Owners Neil and Mary Gourlay have unveiled Three Glens House in Dumfriesshire, Scotland, a carbon-negative guesthouse located in the center of their farmland.
The property is a sustainable, energy-efficient, ultra-modern eco farmhouse with scenic views, featuring fresh produce from the farm and ski chalet-style service with a live-in chef and concierge. Locally based Mark Waghorn Architects completed the design.
Full height glass doors in a large living room open electronically onto an elevated outdoor decked balcony. All of the house’s external walls have been insulated with wool from the sheep living on the farm, and the stone used in the building was taken from the surrounding fields. The underfloor heating is fed by a ground-source heat pump, and supplemented by a wood-burning masonry heater set into a stone wall. The building’s design is airtight, so mechanical ventilation and a heat-recovery system were added to sufficiently circulate air.
Other eco-friendly features include electricity from the 100kW turbine on the hill, water from a bore hole, solar thermal under heating, triple glazing, and oak cladding from wind-felled trees on the land. In addition to seats made from the farm’s cows, the roof is made of tuft and fittings are reclaimed. Old railway sleepers are used outside and inside as furniture, and reclaimed slate flag stones upcycled from a Victorian greenhouse.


*TASK REQUIREMENTS*: Exactly and in full, give the records again.

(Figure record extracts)
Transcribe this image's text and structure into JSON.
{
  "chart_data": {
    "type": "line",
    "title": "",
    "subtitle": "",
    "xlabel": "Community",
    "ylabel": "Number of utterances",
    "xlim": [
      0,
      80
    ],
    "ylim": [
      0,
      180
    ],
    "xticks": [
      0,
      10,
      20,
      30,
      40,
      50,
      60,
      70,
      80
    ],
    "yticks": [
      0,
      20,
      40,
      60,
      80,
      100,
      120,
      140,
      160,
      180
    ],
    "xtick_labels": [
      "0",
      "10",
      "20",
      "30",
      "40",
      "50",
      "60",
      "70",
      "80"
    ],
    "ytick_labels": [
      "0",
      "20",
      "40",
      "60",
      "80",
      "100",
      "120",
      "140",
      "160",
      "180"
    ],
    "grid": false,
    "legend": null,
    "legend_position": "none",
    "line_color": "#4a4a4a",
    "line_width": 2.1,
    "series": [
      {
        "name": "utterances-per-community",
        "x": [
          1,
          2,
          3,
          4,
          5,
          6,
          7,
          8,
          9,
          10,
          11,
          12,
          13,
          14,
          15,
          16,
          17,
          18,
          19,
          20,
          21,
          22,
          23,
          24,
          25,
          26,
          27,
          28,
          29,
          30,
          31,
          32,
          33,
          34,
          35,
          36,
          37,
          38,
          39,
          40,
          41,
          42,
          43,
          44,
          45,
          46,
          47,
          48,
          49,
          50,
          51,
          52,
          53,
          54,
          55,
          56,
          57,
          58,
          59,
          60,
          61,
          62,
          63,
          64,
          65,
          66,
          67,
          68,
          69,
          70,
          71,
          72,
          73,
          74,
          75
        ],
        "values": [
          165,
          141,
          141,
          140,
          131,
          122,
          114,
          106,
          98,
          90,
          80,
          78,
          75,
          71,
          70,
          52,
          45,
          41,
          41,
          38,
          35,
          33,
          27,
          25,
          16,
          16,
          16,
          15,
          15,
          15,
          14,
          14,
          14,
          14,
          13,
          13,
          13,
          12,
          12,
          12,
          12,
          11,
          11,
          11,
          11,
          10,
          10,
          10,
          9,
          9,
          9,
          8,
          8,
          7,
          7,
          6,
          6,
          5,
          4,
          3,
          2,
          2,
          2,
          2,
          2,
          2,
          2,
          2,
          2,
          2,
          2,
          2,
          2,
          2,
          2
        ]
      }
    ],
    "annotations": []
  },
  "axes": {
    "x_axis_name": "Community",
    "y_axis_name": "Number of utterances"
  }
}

*RESULT OF THIS EXERCISE*:
Transcribe this image's text and structure into JSON.
{
  "chart_data": {
    "type": "line",
    "title": "",
    "subtitle": "",
    "xlabel": "Community",
    "ylabel": "Number of utterances",
    "xlim": [
      0,
      80
    ],
    "ylim": [
      0,
      180
    ],
    "xticks": [
      0,
      10,
      20,
      30,
      40,
      50,
      60,
      70,
      80
    ],
    "yticks": [
      0,
      20,
      40,
      60,
      80,
      100,
      120,
      140,
      160,
      180
    ],
    "xtick_labels": [
      "0",
      "10",
      "20",
      "30",
      "40",
      "50",
      "60",
      "70",
      "80"
    ],
    "ytick_labels": [
      "0",
      "20",
      "40",
      "60",
      "80",
      "100",
      "120",
      "140",
      "160",
      "180"
    ],
    "grid": false,
    "legend": null,
    "legend_position": "none",
    "line_color": "#4a4a4a",
    "line_width": 2.1,
    "series": [
      {
        "name": "utterances-per-community",
        "x": [
          1,
          2,
          3,
          4,
          5,
          6,
          7,
          8,
          9,
          10,
          11,
          12,
          13,
          14,
          15,
          16,
          17,
          18,
          19,
          20,
          21,
          22,
          23,
          24,
          25,
          26,
          27,
          28,
          29,
          30,
          31,
          32,
          33,
          34,
          35,
          36,
          37,
          38,
          39,
          40,
          41,
          42,
          43,
          44,
          45,
          46,
          47,
          48,
          49,
          50,
          51,
          52,
          53,
          54,
          55,
          56,
          57,
          58,
          59,
          60,
          61,
          62,
          63,
          64,
          65,
          66,
          67,
          68,
          69,
          70,
          71,
          72,
          73,
          74,
          75
        ],
        "values": [
          165,
          141,
          141,
          140,
          131,
          122,
          114,
          106,
          98,
          90,
          80,
          78,
          75,
          71,
          70,
          52,
          45,
          41,
          41,
          38,
          35,
          33,
          27,
          25,
          16,
          16,
          16,
          15,
          15,
          15,
          14,
          14,
          14,
          14,
          13,
          13,
          13,
          12,
          12,
          12,
          12,
          11,
          11,
          11,
          11,
          10,
          10,
          10,
          9,
          9,
          9,
          8,
          8,
          7,
          7,
          6,
          6,
          5,
          4,
          3,
          2,
          2,
          2,
          2,
          2,
          2,
          2,
          2,
          2,
          2,
          2,
          2,
          2,
          2,
          2
        ]
      }
    ],
    "annotations": []
  },
  "axes": {
    "x_axis_name": "Community",
    "y_axis_name": "Number of utterances"
  }
}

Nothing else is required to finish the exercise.